People (mental health professionals and fellow patients alike) don't understand my hopefully former
self-harming. It was brutal, not the type of temporary relief from pain many
do. It was, at times, nearly suicidal, though that was never my intent. My
motivation was to get into a psych unit, even as that was a crapshoot, an
uncertainty about which hospital I'd land in and what type of staff would be
overseeing me. I wanted out of my head, or just to be cared for, in episodes
where I felt out of myself and lost in the depth of life. It was bipolar and obsessive-compulsive
disorder (OCD) mixed with premenstrual dysphoric disorder (PMDD), a potent
concoction that rose in me & overwhelmed me. The thoughts were ceaseless.
Those incidents
were torturous & hard to treat because I didn't feel comfortable about revealing
the true nature of them.
I was savage
about it and threw myself into an uncertain void.
My
self-harming wasn't the common type.
The
treatment I was offered really didn’t help. Dialectical Behavioral Therapy
(DBT) groups restricted any talk of emotions or discussing actual self-injury
feelings. I didn’t need to be taught skills. I wanted to rage, to scream about
how hard life was and the unfair parts of growing up and how weird I felt, and
to feel safe doing so, and to be supported. Yet, I got DBT instead and lots of
meds, and lots of hospitalizations.
I tried a
30-day program, just for self-injurers, that allowed for some expression of
grievances and hurt through specific writing assignments. Therapeutic support
was good there, but then I had to fly back home, back to my actual life. My
regular therapist failed to continue the work started in the program, even
though she’d recommended me there.

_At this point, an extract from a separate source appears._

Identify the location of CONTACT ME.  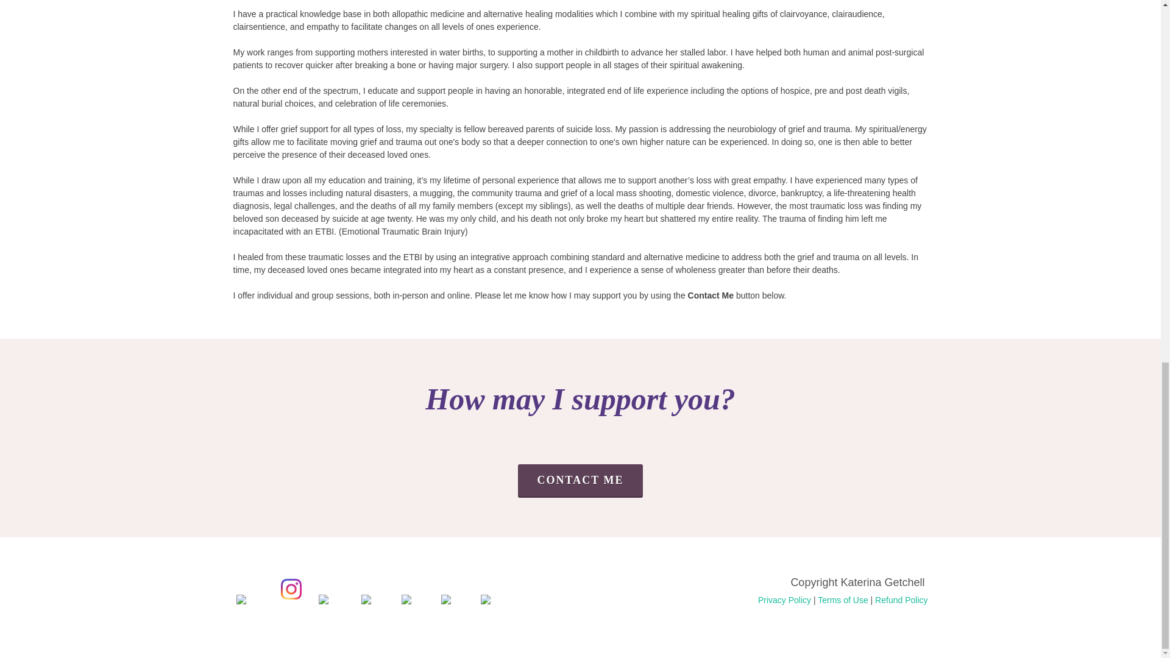
(581, 481).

The focus and intensity that had benefitted
me slowly wore off.
Self-harm
stopped serving my needs after I detoxed from too many psych meds and entered menopause,
haphazard combinations of meds and monthly PMDD no longer amplifying my
distress. Now that I’m seeing a competent psychiatrist who only has me taking
one med, bipolar ups and downs aren’t plaguing me either.
I only know
my own self-injury patterns and how they finally ceased. I can’t tell anyone to
not do it, that things will get better, that permanent scars might be a regret.
I’m not an expert.
It’s all part of dangerous chapters in my life as I dealt with mental illness. I can’t wish it all away, but I take what I know now to pursue the right treatment and appreciate taking good care of myself.